Biographies updated
In 1962, Camilla Gray’s work, The Great Experiment: Russian Art 1863–1922 was published by the prestigious publishing house Thames & Hudson, a work that was widely circulated in the artistic world of the Anglosphere. Some of these avant-garde movements are among the most prominent forebears of what the English philosopher Richard Wollheim called, in 1965, Minimal Art. In this fashion, the abstract, constructivist and suprematist artistic practices that inspired the origins of minimalism, together with cubism, De Stijl, Dada, and Bauhaus, created a favourable breeding ground for the genesis of minimalist practices.
Later, in 1966, the exhibition Primary Structures was held at the Jewish Museum in New York, where historic minimalists: Donald Judd, Carl Andre, Robert Morris, Dan Flavin and Sol LeWitt, achieved great success and, for the first time, displayed, in their respective works, the common traits of minimalism: abstraction, austerity, elementary geometry, monochromatism and repetition. Such features of orthodox minimalism were applied in the beginning to three-dimensional compositions but, over time, other artistic categories were adopted and they spread to other geographical areas. After more than half a century, the minimalist criteria remain alive and, in some aspects, have evolved towards more or less heterodox positions, always making use of the essential or, in other words, achieving outstanding artistic results with minimal means.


:: WORK TO BE COMPLETED ::
All entries below must be output word for word, and the pictures left behind.

"""

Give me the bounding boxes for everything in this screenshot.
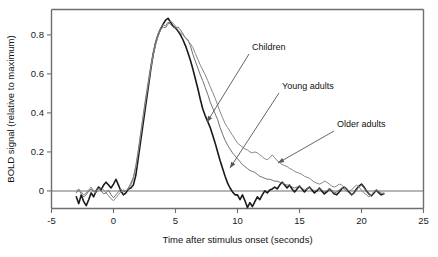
annotation-label-young-adults: Young adults	[282, 81, 334, 91]
annotation-leader-children	[207, 54, 249, 122]
annotation-leader-young-adults	[230, 93, 279, 168]
annotation-arrowhead	[278, 158, 284, 163]
bold-signal-line-chart: -5051015202500.20.40.60.8 ChildrenYoung …	[0, 0, 438, 257]
annotation-leader-older-adults	[278, 131, 334, 163]
y-tick-label: 0.6	[31, 68, 44, 79]
x-tick-label: 0	[111, 215, 116, 226]
series-line-young-adults	[76, 22, 384, 198]
y-axis-title: BOLD signal (relative to maximum)	[5, 35, 16, 182]
x-tick-label: -5	[47, 215, 55, 226]
y-tick-label: 0.2	[31, 146, 44, 157]
series-line-older-adults	[76, 21, 384, 200]
annotation-group: ChildrenYoung adultsOlder adults	[207, 42, 386, 168]
x-tick-label: 20	[356, 215, 367, 226]
x-tick-label: 10	[232, 215, 243, 226]
y-tick-label: 0.8	[31, 29, 44, 40]
x-tick-label: 15	[294, 215, 305, 226]
x-tick-label: 5	[173, 215, 178, 226]
series-group	[76, 18, 384, 207]
x-tick-label: 25	[418, 215, 429, 226]
y-tick-label: 0	[39, 185, 44, 196]
x-axis-title: Time after stimulus onset (seconds)	[162, 234, 312, 245]
y-tick-label: 0.4	[31, 107, 44, 118]
annotation-arrowhead	[207, 116, 212, 122]
series-line-children	[76, 18, 384, 207]
chart-figure: -5051015202500.20.40.60.8 ChildrenYoung …	[0, 0, 438, 257]
annotation-label-older-adults: Older adults	[337, 119, 386, 129]
annotation-arrowhead	[230, 162, 235, 168]
annotation-label-children: Children	[252, 42, 286, 52]
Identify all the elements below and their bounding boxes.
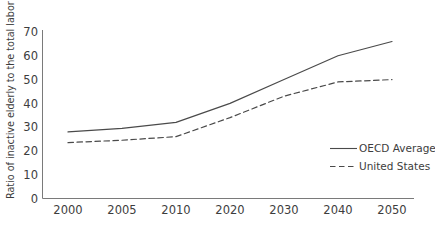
- x-axis-tick-label: 2010: [161, 203, 190, 217]
- y-axis-tick-label: 0: [31, 192, 38, 206]
- x-axis-tick-label: 2020: [215, 203, 244, 217]
- y-axis-tick-label: 10: [23, 168, 38, 182]
- y-axis-tick-label: 70: [23, 25, 38, 39]
- y-axis-tick-label: 30: [23, 120, 38, 134]
- y-axis-tick-label: 50: [23, 73, 38, 87]
- y-axis-tick-label: 60: [23, 49, 38, 63]
- x-axis-tick-label: 2040: [323, 203, 352, 217]
- y-axis-tick-label: 40: [23, 97, 38, 111]
- y-axis-title: Ratio of inactive elderly to the total l…: [5, 0, 16, 199]
- legend-label: United States: [359, 160, 430, 172]
- line-chart: Ratio of inactive elderly to the total l…: [0, 0, 435, 238]
- x-axis-tick-label: 2005: [107, 203, 136, 217]
- x-axis-tick-label: 2000: [53, 203, 82, 217]
- y-axis-tick-label: 20: [23, 144, 38, 158]
- x-axis-tick-label: 2030: [269, 203, 298, 217]
- x-axis-tick-label: 2050: [377, 203, 406, 217]
- legend-label: OECD Average: [359, 142, 435, 154]
- chart-container: Ratio of inactive elderly to the total l…: [0, 0, 435, 238]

"""

:: EXPECTED OUTPUT ::
Give me the bounding boxes for everything in this screenshot.
annotation-label-young-adults: Young adults	[282, 81, 334, 91]
annotation-leader-children	[207, 54, 249, 122]
annotation-leader-young-adults	[230, 93, 279, 168]
annotation-arrowhead	[278, 158, 284, 163]
bold-signal-line-chart: -5051015202500.20.40.60.8 ChildrenYoung …	[0, 0, 438, 257]
annotation-leader-older-adults	[278, 131, 334, 163]
y-tick-label: 0.6	[31, 68, 44, 79]
x-tick-label: 0	[111, 215, 116, 226]
series-line-young-adults	[76, 22, 384, 198]
y-axis-title: BOLD signal (relative to maximum)	[5, 35, 16, 182]
x-tick-label: -5	[47, 215, 55, 226]
y-tick-label: 0.2	[31, 146, 44, 157]
series-line-older-adults	[76, 21, 384, 200]
annotation-group: ChildrenYoung adultsOlder adults	[207, 42, 386, 168]
x-tick-label: 20	[356, 215, 367, 226]
x-tick-label: 10	[232, 215, 243, 226]
y-tick-label: 0.8	[31, 29, 44, 40]
x-tick-label: 15	[294, 215, 305, 226]
x-tick-label: 5	[173, 215, 178, 226]
series-group	[76, 18, 384, 207]
x-tick-label: 25	[418, 215, 429, 226]
y-tick-label: 0	[39, 185, 44, 196]
x-axis-title: Time after stimulus onset (seconds)	[162, 234, 312, 245]
y-tick-label: 0.4	[31, 107, 44, 118]
annotation-arrowhead	[207, 116, 212, 122]
series-line-children	[76, 18, 384, 207]
chart-figure: -5051015202500.20.40.60.8 ChildrenYoung …	[0, 0, 438, 257]
annotation-label-older-adults: Older adults	[337, 119, 386, 129]
annotation-arrowhead	[230, 162, 235, 168]
annotation-label-children: Children	[252, 42, 286, 52]
Identify all the elements below and their bounding boxes.
- x-axis-tick-label: 2010: [161, 203, 190, 217]
- y-axis-tick-label: 0: [31, 192, 38, 206]
- x-axis-tick-label: 2020: [215, 203, 244, 217]
- y-axis-tick-label: 10: [23, 168, 38, 182]
- y-axis-tick-label: 70: [23, 25, 38, 39]
- y-axis-tick-label: 30: [23, 120, 38, 134]
- y-axis-tick-label: 50: [23, 73, 38, 87]
- y-axis-tick-label: 60: [23, 49, 38, 63]
- x-axis-tick-label: 2040: [323, 203, 352, 217]
- y-axis-tick-label: 40: [23, 97, 38, 111]
- y-axis-title: Ratio of inactive elderly to the total l…: [5, 0, 16, 199]
- legend-label: United States: [359, 160, 430, 172]
- line-chart: Ratio of inactive elderly to the total l…: [0, 0, 435, 238]
- x-axis-tick-label: 2005: [107, 203, 136, 217]
- x-axis-tick-label: 2000: [53, 203, 82, 217]
- y-axis-tick-label: 20: [23, 144, 38, 158]
- x-axis-tick-label: 2030: [269, 203, 298, 217]
- x-axis-tick-label: 2050: [377, 203, 406, 217]
- legend-label: OECD Average: [359, 142, 435, 154]
- chart-container: Ratio of inactive elderly to the total l…: [0, 0, 435, 238]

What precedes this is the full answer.